‘Here is aid for us,’ Kirkpatrick voiced. ‘A nun, delivering succour to the poor, with two braw lads to keep her from harm …’
‘Until the cry is raised and Alise found like a goose trussed for a Yule table,’ Isabel answered. ‘Then two men and a nun will be all they look for.’ She looked pointedly at Hal and added: ‘One with a bloody great crossbow slung on his back.’
‘It was Sim Craw’s,’ he answered and she heard the bleak in his voice, knew it for what it was and brought one hand to her mouth as if to choke the misery that wanted to spill from it. Sim. Gone. There was no time for the tale of it, but she knew the truth and simply nodded silence on the matter of the crossbow.
They moved as swiftly as they dared, away from the brooding bulk of the castle, pausing now and then like mice on a dark larder floor when they saw the lambent sputter of torches that marked the Watch on their rounds.
‘Dog Boy did this,’ Isabel said suddenly, sinking into the lee of a rough wall. ‘I saw him when he came here and heard the alarm raised later – yet he escaped.’
‘Well minded,’ Hal said admiringly. ‘He did and was raised in station for his daring. The way he told the tale involved rooftops and running.’
He was half our ages, Kirkpatrick wanted to add but did not.
‘How did he get out?’ Isabel persisted patiently and Hal, nodding, frowned and thought.
‘The Briggate.’
The distant clanging of the alarm iron brought their heads up, like stags hearing a baying. There was shouting.
‘Shut fast now,’ Kirkpatrick mourned bitterly.
They went on all the same, walked round a corner and into four men of the Watch. They knew nothing yet and Isabel was on the point of saying so when Kirkpatrick, panicked, gave a sharp yelp like a dog. Hal saw the hackles of the Watch come up, already bristled by the alarm.
‘Run,’ he said.
They ran, she gathering up her wet habit and looping it through her belt as she went, making a pair of fat breeches to the knee so her legs moved more freely. They went down streets and up alleys like gimlets through butter, half stumbling over the cursing sleepers seeking the shelter of the narrowest of places, where the houses almost came together like an arch against the rain.
Up steps, over courts, and Kirkpatrick, turning to tumble a water-sodden butt in the path of their pursuers, was stunned to hear her laugh and Hal’s answering wild cry of ‘gardyloo’. Like bliddy weans, he thought bitterly, with no idea of the dangers here.
Panting, drenched, they paused to gasp in air and Hal clung to Isabel, who grinned back at him from her pearled face. The warp has found the weft, he thought, the song the throat. No matter what happens now I am as happy as when the sun first found shiny water and I know it is the same for her.
They moved on, at a gentler trot now, burst into a wynd and shrank back from fresh rush lights, mounted on a cart. Behind, the Watch flames bobbed – one less, Hal noted with grim satisfaction – and circled in confusion.
There was a smell here, a stink they all knew well, and Isabel covered her nose, while Hal and Kirkpatrick fell into the old trick of it, breathing through their open mouth.
The dead were here.
There were a heap of them. Brought and dumped, they were the ones too weak from hunger or disease to stay in this world any longer. Two men in rough sack overtunics worked with grunts under the poor light of damp torches to load them on the cart.
Kirkpatrick looked at Hal.
‘They will not be taking them to anywhere inside Berwick,’ he said pointedly and Hal, after a pause, nodded and drew out his dagger. Isabel laid a hand on his arm and strolled forward, folding her hands into her nun’s tunic, hearing Hal and Kirkpatrick slide sideways into the dark.
The two men paused and looked up, saw what it was and waited deferentially. One even hauled his rough hood from his head.
‘Sister,’ the taller of the pair said. ‘Ye are ower late to bring succour to these.’
There was bitterness there, but whether at convent charity or his own condition at having to manhandle the nuns’ failure was a mystery; his comrade nudged him sharply for his cheek.
‘I am sorry for it,’ Isabel said piously. ‘Right sorry for this and everything else that will happen.’
The first man shuffled, made ashamed by the vehemence of her words.
‘Ye cannot tak’ the weight of God’s judgement all on yerself, Sister,’ he said.
‘I am glad you feel so,’ Isabel answered. ‘And so doubly sorry for this.’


» ASSIGNED TASK
If a line in the records below contains the word "decision", copy it out.

[Figure content listings]
_ _ _ _ _ _ _
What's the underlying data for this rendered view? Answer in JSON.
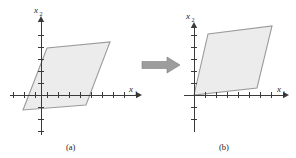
{
  "figure": {
    "type": "geometry-diagram",
    "background_color": "#ffffff",
    "region_fill_color": "#ececec",
    "region_stroke_color": "#9a9a9a",
    "axis_color": "#3a3a3a",
    "arrow_color": "#9d9d9d"
  },
  "panels": [
    {
      "id": "panel-a",
      "caption": "(a)",
      "caption_x": 72,
      "caption_y": 148,
      "origin": {
        "x": 41,
        "y": 95
      },
      "x_axis": {
        "label_main": "x",
        "label_sub": "1",
        "label_x": 129,
        "label_y": 92,
        "start_x": 10,
        "end_x": 136,
        "tick_spacing": 11,
        "tick_half_length": 3,
        "tick_positions": [
          -28,
          -17,
          -6,
          6,
          17,
          28,
          39,
          50,
          61,
          72,
          83
        ],
        "arrow_tip_x": 140
      },
      "y_axis": {
        "label_main": "x",
        "label_sub": "2",
        "label_x": 36,
        "label_y": 11,
        "start_y": 135,
        "end_y": 22,
        "tick_spacing": 12,
        "tick_half_length": 3,
        "tick_positions": [
          -36,
          -24,
          -12,
          12,
          24,
          36,
          48,
          60
        ],
        "arrow_tip_y": 18
      },
      "region": {
        "name": "parallelogram-a",
        "vertices": [
          {
            "x": 23,
            "y": 110
          },
          {
            "x": 47,
            "y": 48
          },
          {
            "x": 110,
            "y": 42
          },
          {
            "x": 86,
            "y": 105
          }
        ]
      }
    },
    {
      "id": "panel-b",
      "caption": "(b)",
      "caption_x": 225,
      "caption_y": 148,
      "origin": {
        "x": 194,
        "y": 95
      },
      "x_axis": {
        "label_main": "x",
        "label_sub": "1",
        "label_x": 282,
        "label_y": 92,
        "start_x": 184,
        "end_x": 284,
        "tick_spacing": 11,
        "tick_half_length": 3,
        "tick_positions": [
          11,
          22,
          33,
          44,
          55,
          66,
          77,
          85
        ],
        "arrow_tip_x": 288
      },
      "y_axis": {
        "label_main": "x",
        "label_sub": "2",
        "label_x": 187,
        "label_y": 18,
        "start_y": 132,
        "end_y": 28,
        "tick_spacing": 12,
        "tick_half_length": 3,
        "tick_positions": [
          -24,
          -12,
          12,
          24,
          36,
          48,
          60
        ],
        "arrow_tip_y": 24
      },
      "region": {
        "name": "parallelogram-b",
        "vertices": [
          {
            "x": 194,
            "y": 95
          },
          {
            "x": 208,
            "y": 34
          },
          {
            "x": 272,
            "y": 26
          },
          {
            "x": 257,
            "y": 88
          }
        ]
      }
    }
  ],
  "transform_arrow": {
    "name": "transformation-arrow",
    "direction": "right",
    "x": 142,
    "y": 58,
    "width": 38,
    "height": 14
  }
}
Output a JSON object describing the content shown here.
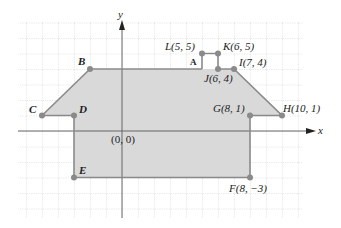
{
  "diagram": {
    "type": "coordinate-plane-polygon",
    "axes": {
      "x_label": "x",
      "y_label": "y",
      "origin_label": "(0, 0)"
    },
    "colors": {
      "fill": "#d9d9d9",
      "edge": "#8a8a8a",
      "grid": "#bdbdbd",
      "axis": "#555555",
      "point": "#8a8a8a"
    },
    "region_label": "A",
    "points": [
      {
        "name": "B",
        "label": "B",
        "x": -2,
        "y": 4
      },
      {
        "name": "C",
        "label": "C",
        "x": -5,
        "y": 1
      },
      {
        "name": "D",
        "label": "D",
        "x": -3,
        "y": 1
      },
      {
        "name": "E",
        "label": "E",
        "x": -3,
        "y": -3
      },
      {
        "name": "F",
        "label": "F(8, −3)",
        "x": 8,
        "y": -3
      },
      {
        "name": "G",
        "label": "G(8, 1)",
        "x": 8,
        "y": 1
      },
      {
        "name": "H",
        "label": "H(10, 1)",
        "x": 10,
        "y": 1
      },
      {
        "name": "I",
        "label": "I(7, 4)",
        "x": 7,
        "y": 4
      },
      {
        "name": "J",
        "label": "J(6, 4)",
        "x": 6,
        "y": 4
      },
      {
        "name": "K",
        "label": "K(6, 5)",
        "x": 6,
        "y": 5
      },
      {
        "name": "L",
        "label": "L(5, 5)",
        "x": 5,
        "y": 5
      }
    ]
  },
  "labels": {
    "B": "B",
    "C": "C",
    "D": "D",
    "E": "E",
    "F": "F(8, −3)",
    "G": "G(8, 1)",
    "H": "H(10, 1)",
    "I": "I(7, 4)",
    "J": "J(6, 4)",
    "K": "K(6, 5)",
    "L": "L(5, 5)",
    "A": "A",
    "origin": "(0, 0)",
    "x_axis": "x",
    "y_axis": "y"
  }
}
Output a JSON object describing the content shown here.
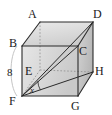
{
  "figure": {
    "type": "geometry-diagram",
    "shape": "cube",
    "colors": {
      "stroke": "#2b2b2b",
      "hidden_stroke": "#8a8a8a",
      "face_light": "#e2e2e2",
      "face_mid": "#d0d0d0",
      "face_dark": "#bdbdbd",
      "measure": "#b9b9b9",
      "label": "#1a1a1a"
    },
    "vertices": [
      {
        "name": "A",
        "label": "A",
        "x": 40,
        "y": 22,
        "label_x": 28,
        "label_y": 8
      },
      {
        "name": "B",
        "label": "B",
        "x": 22,
        "y": 46,
        "label_x": 9,
        "label_y": 37
      },
      {
        "name": "C",
        "label": "C",
        "x": 78,
        "y": 46,
        "label_x": 79,
        "label_y": 45
      },
      {
        "name": "D",
        "label": "D",
        "x": 93,
        "y": 22,
        "label_x": 93,
        "label_y": 8
      },
      {
        "name": "E",
        "label": "E",
        "x": 40,
        "y": 70,
        "label_x": 25,
        "label_y": 65
      },
      {
        "name": "F",
        "label": "F",
        "x": 22,
        "y": 96,
        "label_x": 9,
        "label_y": 95
      },
      {
        "name": "G",
        "label": "G",
        "x": 78,
        "y": 96,
        "label_x": 71,
        "label_y": 100
      },
      {
        "name": "H",
        "label": "H",
        "x": 93,
        "y": 72,
        "label_x": 95,
        "label_y": 65
      }
    ],
    "measurements": [
      {
        "name": "edge-bf-length",
        "value": "8",
        "label_x": 7,
        "label_y": 67
      }
    ],
    "angles": [
      {
        "name": "angle-x-at-f",
        "label": "x",
        "label_x": 30,
        "label_y": 86
      }
    ],
    "diagonal": {
      "from": "F",
      "to": "D",
      "name": "diagonal-fd"
    },
    "secondary_lines": [
      {
        "name": "segment-fh",
        "from": "F",
        "to": "H"
      },
      {
        "name": "segment-fc",
        "from": "F",
        "to": "C"
      }
    ]
  }
}
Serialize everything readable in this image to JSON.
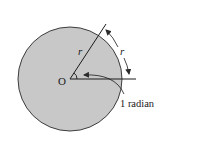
{
  "diagram": {
    "center_label": "O",
    "radius_label_1": "r",
    "radius_label_2": "r",
    "angle_label": "1 radian",
    "colors": {
      "fill": "#c8c8c8",
      "stroke": "#2a2a2a",
      "background": "#ffffff"
    }
  }
}
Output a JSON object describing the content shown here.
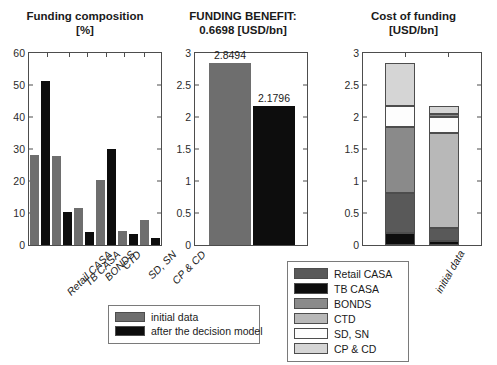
{
  "figure": {
    "background": "#ffffff",
    "width": 497,
    "height": 365
  },
  "panels": {
    "composition": {
      "title": "Funding composition\n[%]"
    },
    "benefit": {
      "title": "FUNDING BENEFIT:\n0.6698 [USD/bn]"
    },
    "cost": {
      "title": "Cost of funding\n[USD/bn]"
    }
  },
  "series_legend": {
    "items": [
      {
        "label": "initial data",
        "color": "#6e6e6e"
      },
      {
        "label": "after the decision model",
        "color": "#0d0d0d"
      }
    ]
  },
  "stack_legend": {
    "items": [
      {
        "label": "Retail CASA",
        "color": "#595959"
      },
      {
        "label": "TB CASA",
        "color": "#0d0d0d"
      },
      {
        "label": "BONDS",
        "color": "#8a8a8a"
      },
      {
        "label": "CTD",
        "color": "#b8b8b8"
      },
      {
        "label": "SD, SN",
        "color": "#fdfdfd"
      },
      {
        "label": "CP & CD",
        "color": "#d5d5d5"
      }
    ]
  },
  "chart_data": [
    {
      "id": "funding-composition",
      "type": "bar",
      "title": "Funding composition [%]",
      "xlabel": "",
      "ylabel": "[%]",
      "ylim": [
        0,
        60
      ],
      "yticks": [
        0,
        10,
        20,
        30,
        40,
        50,
        60
      ],
      "grid": false,
      "legend_position": "below-center",
      "categories": [
        "Retail CASA",
        "TB CASA",
        "BONDS",
        "CTD",
        "SD, SN",
        "CP & CD"
      ],
      "series": [
        {
          "name": "initial data",
          "color": "#6e6e6e",
          "values": [
            28.1,
            27.9,
            11.5,
            20.4,
            4.3,
            7.9
          ]
        },
        {
          "name": "after the decision model",
          "color": "#0d0d0d",
          "values": [
            51.1,
            10.3,
            4.1,
            30.1,
            3.4,
            2.2
          ]
        }
      ]
    },
    {
      "id": "funding-benefit",
      "type": "bar",
      "title": "FUNDING BENEFIT: 0.6698 [USD/bn]",
      "xlabel": "",
      "ylabel": "[USD/bn]",
      "ylim": [
        0,
        3
      ],
      "yticks": [
        0,
        0.5,
        1,
        1.5,
        2,
        2.5,
        3
      ],
      "grid": false,
      "legend_position": "none",
      "categories": [
        "initial data",
        "after the decision model"
      ],
      "values": [
        2.8494,
        2.1796
      ],
      "data_labels": [
        "2.8494",
        "2.1796"
      ],
      "colors": [
        "#6e6e6e",
        "#0d0d0d"
      ],
      "annotation": "FUNDING BENEFIT: 0.6698 [USD/bn]"
    },
    {
      "id": "cost-of-funding",
      "type": "bar",
      "stacked": true,
      "title": "Cost of funding [USD/bn]",
      "xlabel": "",
      "ylabel": "[USD/bn]",
      "ylim": [
        0,
        3
      ],
      "yticks": [
        0,
        0.5,
        1,
        1.5,
        2,
        2.5,
        3
      ],
      "grid": false,
      "legend_position": "left-of-axes",
      "categories": [
        "initial data",
        "after the decision model"
      ],
      "series": [
        {
          "name": "TB CASA",
          "color": "#0d0d0d",
          "values": [
            0.19,
            0.07
          ]
        },
        {
          "name": "Retail CASA",
          "color": "#595959",
          "values": [
            0.63,
            0.2
          ]
        },
        {
          "name": "BONDS",
          "color": "#8a8a8a",
          "values": [
            1.03,
            0.0
          ]
        },
        {
          "name": "CTD",
          "color": "#b8b8b8",
          "values": [
            0.0,
            1.48
          ]
        },
        {
          "name": "SD, SN",
          "color": "#fdfdfd",
          "values": [
            0.32,
            0.25
          ]
        },
        {
          "name": "BONDS-thin",
          "color": "#8a8a8a",
          "values": [
            0.0,
            0.04
          ]
        },
        {
          "name": "CP & CD",
          "color": "#d5d5d5",
          "values": [
            0.68,
            0.14
          ]
        }
      ],
      "totals": [
        2.85,
        2.18
      ]
    }
  ]
}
_ _ _ _ _ _ _
» ANSWER BELOW
        "label": "after the decision model",
          "name": "after the decision model",
        "after the decision model"
        "after the decision model"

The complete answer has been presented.